The first of the seven canvases in this show, Swan Island, was painted in 1982, the last, Dreamland, in 1987. The year after, Damien Hirst's exhibition, Freeze, brought the YBAs to the public eye. In the two decades that have followed, only two painters have won the Turner Prize and neither of those – Chris Ofili and Tomma Abts – can be counted as painterly in the sense that Scully is painterly. The works in this show represent an end-point in British (and maybe in contemporary) art, the last time a painter could work as a modernist rather than as a postmodernist. Successful artists who wield the brush sincerely today tend to be oldies such as Lucian Freud (86), Bridget Riley (77), Howard Hodgkin (76) or Scully himself (63). Younger painters who have made it (Martin Kippenberger et al) fly their oils as a flag of convenience, a conceptual medium among many.

So what you might expect of this tight little show – roughly one canvas from each year, 1982-87 – are signs of crisis. Scully was in his mid-thirties when he painted these works, a young turk at the top of his game and, as his Turner Prize shortlistings suggest, at the top of the tree. The quick triumph of conceptualism over canvas cannot just be put down to a sulphurous alliance of Hirst, Rosenthal and Serota. Painting must also have hit the historical buffers, and Scully must have seen those buffers coming.

That is certainly the feeling conveyed by the works in this show. It's arguable that the main problem painting faced by the 1980s was its two-dimensionality. For a century, modernism had insisted that the flatness of a painted surface be acknowledged. Visit Tate Modern's excellent Rothko show – it ends on 1 February, so do not tarry – and you'll see the great man trying to get around this rule, sometimes fetishising the edges of his canvases as frames, sometimes continuing his surface on to them so as to make them seem sculptural. In the 1980s, Scully took this anxiety a step further by making paintings that actually were three-dimensional, the various elements of their multi-part canvases standing proud of each other like undulating diptychs and triptychs.

Frankly, it is not a success.

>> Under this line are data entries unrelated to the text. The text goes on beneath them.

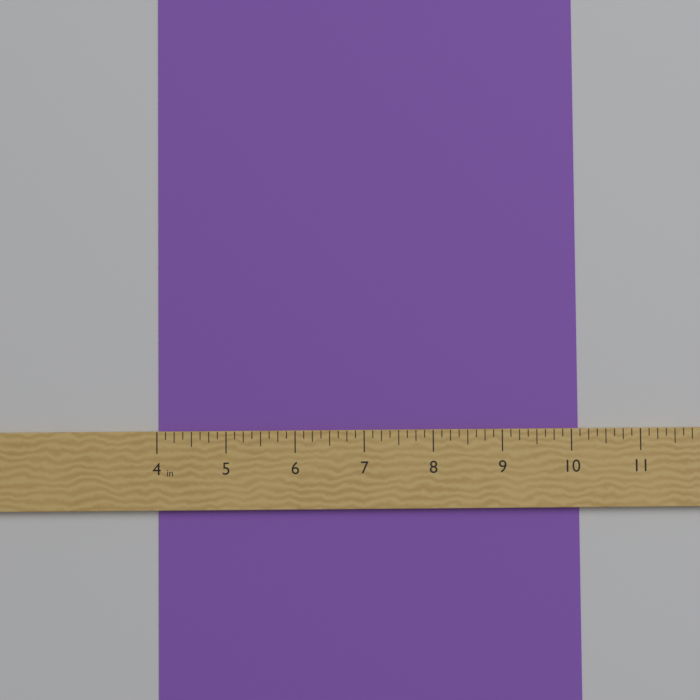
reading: 10.125 in
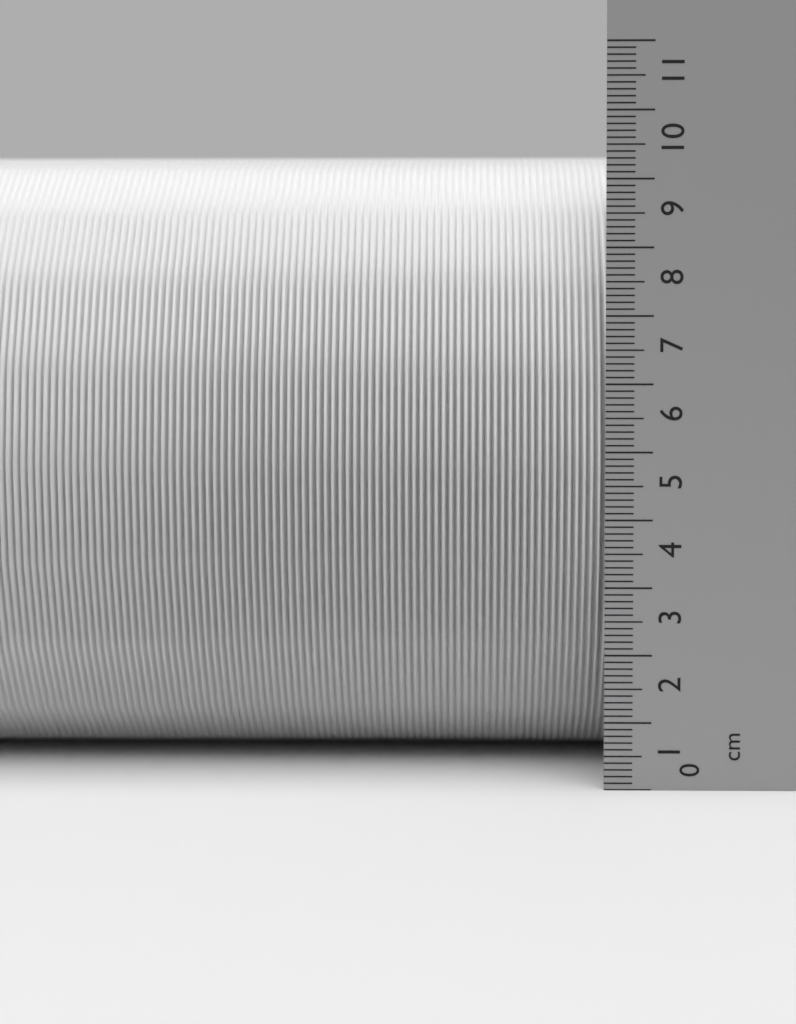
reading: 9.6 cm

The Bather (1983) clearly sits at the end of a modernist experiment begun, as the work's title suggests, by Cézanne. The recessed panels read as background, the tall "front" panel as foreground. The former are painted in vertical stripes of sludge green and ultramarine dragged over an orange base, the latter in horizontal stripes of the same orange. The colours are like a post-Pop condensing of Cézanne's palette, the stripes an abstraction of Cézanne's blocks of paint. But the result is a grim collision of Hockney and Daniel Buren, like a loud school tie.

Scully's frustration with the flatness of painting also shows through in his brushwork, particularly in Red Earth (1985). Apparently dragged on with a household brush, the surface of this is so striated as to look like faux wood. It is only in the show's last picture that Scully surrenders and reconciles himself to painting's flatness. Dreamland is a lovely work, its level surface as buffed as a Rothko and its palette as sober. It is the kind of painting that has stood the artist in good stead for 20 years now, full of the sombre elegance beloved of his fans, of which I am one. But it is a work whose present lies in its past; which has, unless things change a great deal, no future at all.